New Dinosaur Species

It’s Official: Stunning Fossil Is a New Dinosaur Species

To read more, and see side show and video of the new dino  go directly to http://news.nationalgeographic.com/2017/08/nodosaur-dinosaur-fossil-study-borealopelta-coloration-science/

 A new study of the fossil also makes the controversial claim that the armored dinosaur had anti-predator camouflage.

About 110 million years ago in what’s now Alberta, Canada, a dinosaur resembling a 2,800-pound pineapple ended up dead in a river.

 

 

 

Today, that dinosaur is one of the best fossils of its kind ever found—and now, it has a name: Borealopelta markmitchelli, a plant-eating, armored dinosaur called a nodosaur that lived during the Cretaceous period. After death, its carcass ended up back-first on the muddy floor of an ancient seaway, where its front half was preserved in 3-D with extraordinary detail.

Unearthed by accident in 2011 and unveiled at Alberta’s Royal Tyrrell Museum in May, the fossil immediately offered the world an unprecedented glimpse into the anatomy and life of armored dinosaurs.

“It’s a beautiful specimen,” says Victoria Arbour, a postdoctoral researcher at the Royal Ontario Museum who is studying another well-preserved armored dinosaur called Zuul crurivastator. “It’s great to have specimens like this one and Zuul that give us an idea of what these dinosaurs looked like when they were alive.”

In addition to announcing its name, the first scientific description of the nodosaur, published today in the journal Current Biology, is revealing even more of its secrets.

“We knew six years ago that this was going to be special,” says Don Henderson, the Royal Tyrrell Museum’s curator of dinosaurs. “I don’t think we realized how special it was.”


▸ **What to do**: The records follow. Count the lines holding "parabola" and give only the number.

[Opening Input section]

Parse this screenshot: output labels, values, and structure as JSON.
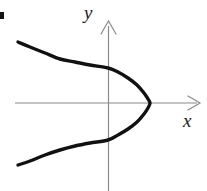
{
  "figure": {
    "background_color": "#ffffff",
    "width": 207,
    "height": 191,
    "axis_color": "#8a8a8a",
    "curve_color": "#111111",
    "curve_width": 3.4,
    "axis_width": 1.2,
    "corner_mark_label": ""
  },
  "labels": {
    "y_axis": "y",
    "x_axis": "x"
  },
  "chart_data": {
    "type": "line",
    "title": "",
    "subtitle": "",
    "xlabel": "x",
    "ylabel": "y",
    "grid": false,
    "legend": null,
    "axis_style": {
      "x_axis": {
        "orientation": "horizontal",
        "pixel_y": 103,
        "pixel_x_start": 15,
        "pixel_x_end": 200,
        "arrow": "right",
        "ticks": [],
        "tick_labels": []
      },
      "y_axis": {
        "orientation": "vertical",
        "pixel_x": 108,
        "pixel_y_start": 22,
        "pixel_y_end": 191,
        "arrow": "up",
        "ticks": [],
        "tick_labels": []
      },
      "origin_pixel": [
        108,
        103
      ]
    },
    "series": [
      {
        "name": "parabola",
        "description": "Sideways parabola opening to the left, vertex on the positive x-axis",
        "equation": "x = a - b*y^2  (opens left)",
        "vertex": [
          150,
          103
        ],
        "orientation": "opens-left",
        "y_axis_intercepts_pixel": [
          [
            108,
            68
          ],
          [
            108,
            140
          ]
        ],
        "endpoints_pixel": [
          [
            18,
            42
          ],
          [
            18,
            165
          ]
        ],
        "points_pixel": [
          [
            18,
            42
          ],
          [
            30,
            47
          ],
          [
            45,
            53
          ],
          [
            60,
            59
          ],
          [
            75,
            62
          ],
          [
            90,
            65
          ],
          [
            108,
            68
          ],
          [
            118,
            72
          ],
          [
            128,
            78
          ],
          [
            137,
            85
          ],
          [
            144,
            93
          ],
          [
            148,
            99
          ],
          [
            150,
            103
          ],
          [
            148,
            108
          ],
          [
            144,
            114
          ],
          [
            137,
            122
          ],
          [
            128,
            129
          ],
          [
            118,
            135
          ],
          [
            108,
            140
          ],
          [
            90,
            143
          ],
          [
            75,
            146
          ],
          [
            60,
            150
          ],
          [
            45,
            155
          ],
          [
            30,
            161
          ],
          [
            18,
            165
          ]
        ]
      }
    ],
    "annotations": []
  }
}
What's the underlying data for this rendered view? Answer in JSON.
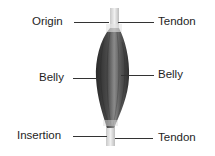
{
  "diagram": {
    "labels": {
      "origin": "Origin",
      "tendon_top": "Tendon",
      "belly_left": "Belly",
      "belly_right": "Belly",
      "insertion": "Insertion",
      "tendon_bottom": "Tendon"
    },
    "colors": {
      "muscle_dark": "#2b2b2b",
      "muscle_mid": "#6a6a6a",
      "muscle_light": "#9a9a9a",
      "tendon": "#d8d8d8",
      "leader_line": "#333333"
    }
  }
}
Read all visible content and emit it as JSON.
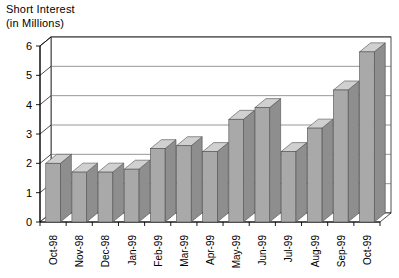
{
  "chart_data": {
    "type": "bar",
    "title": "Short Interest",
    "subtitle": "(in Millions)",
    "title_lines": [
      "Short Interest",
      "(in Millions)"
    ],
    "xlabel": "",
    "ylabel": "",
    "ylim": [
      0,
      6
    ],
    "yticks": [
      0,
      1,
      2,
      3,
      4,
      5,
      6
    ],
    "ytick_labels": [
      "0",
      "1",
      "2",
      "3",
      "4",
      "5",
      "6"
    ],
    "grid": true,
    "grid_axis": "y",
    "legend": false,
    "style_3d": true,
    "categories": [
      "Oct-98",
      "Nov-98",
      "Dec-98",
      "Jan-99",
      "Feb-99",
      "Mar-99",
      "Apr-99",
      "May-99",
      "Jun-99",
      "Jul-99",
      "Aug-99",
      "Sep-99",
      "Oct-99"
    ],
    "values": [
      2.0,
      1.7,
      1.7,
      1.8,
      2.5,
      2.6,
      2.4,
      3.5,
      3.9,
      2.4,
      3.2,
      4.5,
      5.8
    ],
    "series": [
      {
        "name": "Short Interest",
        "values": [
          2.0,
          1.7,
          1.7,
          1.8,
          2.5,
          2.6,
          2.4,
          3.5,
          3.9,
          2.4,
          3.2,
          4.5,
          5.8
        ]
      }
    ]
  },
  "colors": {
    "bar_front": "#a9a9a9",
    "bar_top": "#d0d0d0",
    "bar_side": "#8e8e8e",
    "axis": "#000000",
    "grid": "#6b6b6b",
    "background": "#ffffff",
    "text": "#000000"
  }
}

[Closing Input section]

▸ **Answer to this problem**: 2